Not the most responsible thing. But unlimited coffee is a leader's privilege, and Jack, at least, would kill for it. The rest of the kids get one cup a day, at breakfast, if they're lucky.
I'm halfway through memorizing my notes when I hear footsteps. My body locks up before my brain catches on: shoulders tight, jaw clenched, ears tracking the sound. Stupid. It's just a hallway. But you learn to listen to footsteps when you've had enough time to be scared growing up. I push it down, steady myself, and after the knock, someone enters without waiting. Paolo. Twenty-five, dark skin, big eyes, permanently bored. He tosses a folder on my desk, gives half a smile, and leaves.
I stare at the folder. So. He's coming. Maybe already here.
I slip a strip of paper in my book as a marker and close it slowly on purpose, drag it out. Then I flip the folder open.
Student Assigned: Liam Marsal.
School performance: nil. Significant disciplinary interventions. Last attended in-person sophomore year. History of truancy and theft. Underage DUI. Prior admissions to two inpatient youth psych units. Additional: possible gang affiliation. Moderate to severe recidivism risk.
I roll my eyes. Fucking great.
His mugshot, though. I flip past it. Then flip back.
He's got this look in his eyes, even with his mouth relaxed. Like he's been told not to smile but can't help it. Blue eyes, black hair, tattoos all over his neck. Trouble incarnate. But… damn it.
I close the folder. Doesn't matter. I have a goal: graduate with honors, get out, have a life. I'm doing well… great grades, staff trust me, no issues. I don't need to think about some kid's face.

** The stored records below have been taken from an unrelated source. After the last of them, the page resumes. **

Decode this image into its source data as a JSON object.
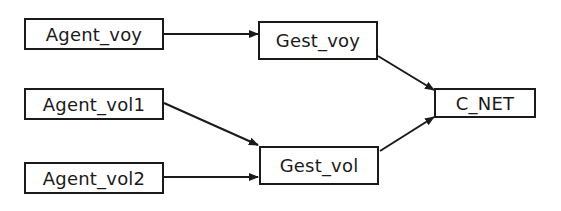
{
  "diagram": {
    "type": "flow",
    "colors": {
      "stroke": "#1a1a1a",
      "background": "#ffffff"
    },
    "nodes": [
      {
        "id": "agent_voy",
        "label": "Agent_voy",
        "x": 24,
        "y": 18,
        "w": 140,
        "h": 32
      },
      {
        "id": "agent_vol1",
        "label": "Agent_vol1",
        "x": 24,
        "y": 88,
        "w": 140,
        "h": 32
      },
      {
        "id": "agent_vol2",
        "label": "Agent_vol2",
        "x": 24,
        "y": 162,
        "w": 140,
        "h": 32
      },
      {
        "id": "gest_voy",
        "label": "Gest_voy",
        "x": 258,
        "y": 21,
        "w": 120,
        "h": 39
      },
      {
        "id": "gest_vol",
        "label": "Gest_vol",
        "x": 259,
        "y": 146,
        "w": 120,
        "h": 39
      },
      {
        "id": "c_net",
        "label": "C_NET",
        "x": 434,
        "y": 88,
        "w": 102,
        "h": 30
      }
    ],
    "edges": [
      {
        "from": "agent_voy",
        "to": "gest_voy"
      },
      {
        "from": "agent_vol1",
        "to": "gest_vol"
      },
      {
        "from": "agent_vol2",
        "to": "gest_vol"
      },
      {
        "from": "gest_voy",
        "to": "c_net"
      },
      {
        "from": "gest_vol",
        "to": "c_net"
      }
    ]
  }
}
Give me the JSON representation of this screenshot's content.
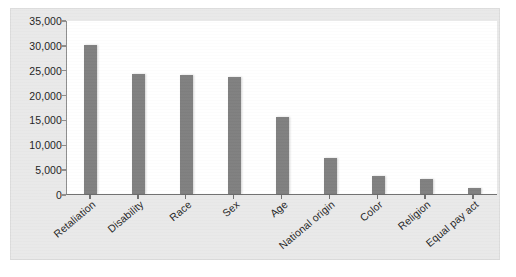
{
  "chart_data": {
    "type": "bar",
    "title": "",
    "subtitle": "",
    "xlabel": "",
    "ylabel": "",
    "categories": [
      "Retaliation",
      "Disability",
      "Race",
      "Sex",
      "Age",
      "National origin",
      "Color",
      "Religion",
      "Equal pay act"
    ],
    "values": [
      30000,
      24200,
      24000,
      23600,
      15400,
      7200,
      3600,
      3000,
      1300
    ],
    "ylim": [
      0,
      35000
    ],
    "ytick_values": [
      0,
      5000,
      10000,
      15000,
      20000,
      25000,
      30000,
      35000
    ],
    "ytick_labels": [
      "0",
      "5,000",
      "10,000",
      "15,000",
      "20,000",
      "25,000",
      "30,000",
      "35,000"
    ],
    "grid": false,
    "legend": null,
    "legend_position": "none",
    "bar_color": "#7f7f7f",
    "plot_background": "#ffffff",
    "figure_background": "#e9e9e9",
    "axis_color": "#6f6f6f",
    "tick_label_color": "#1d1d1d",
    "xtick_label_rotation_deg": -40
  }
}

My mouth goes dry anyway. Another mentee. Endless meetings with Griff, thirty extra hours of admin, monitoring another unfixable lunatic. My last mentee set off two fire alarms in three days and got the whole unit locked down. I lost three weeks of privileges because of that little shit. Trashed his ass for it, but it didn't fix him. Violence rarely does. I just like making idiots pay when theystand in my way.
One more note at the bottom. Griff's handwriting:"Please meet me in my office after you get this, so we can go collect the kid."
Deep breath.
I don't want another mentee. They're always the same: reckless, no regard for anything, ready to destroy your record without a second thought. I could be prepping for clinicals, training, sleeping, reading. Instead, I'll spend my foreseeable future babysitting a criminal brat. But it's the deal. The whole reason leaders exist, the whole reason I get the privileges.
Doesn't stop it from sucking.
I leave my office, round the corner, linoleum squeaking, take the stairwell two at a time. Burns off the nerves. There's a smell from the canteen, beans or something. My stomach growls. If I close my eyes, I can almost pretend this is a hospital or a run-down hotel instead of a facility for kids sick in their heads.
I'm being dramatic. Most kids keep to themselves, too scared or uninterested to cause trouble. I hope Liam's one of those. But I remember the photo, that look in his eyes, and I know he's not.
I think of Parker. My worst mentee. Fucked in the head, not in a workable way. They transferred him to a psych ward after he tried to hurt himself. Before that, we were in the vegetable patch, and he spotted a rabbit. Caught it and tried to kill it, just for fun. If I hadn't intervened, he'd have smashed its head with his hand. When I screamed at him to let go, he laughed, psycho laugh, trying to freak me out. Didn't work. Made me hate him ten times more.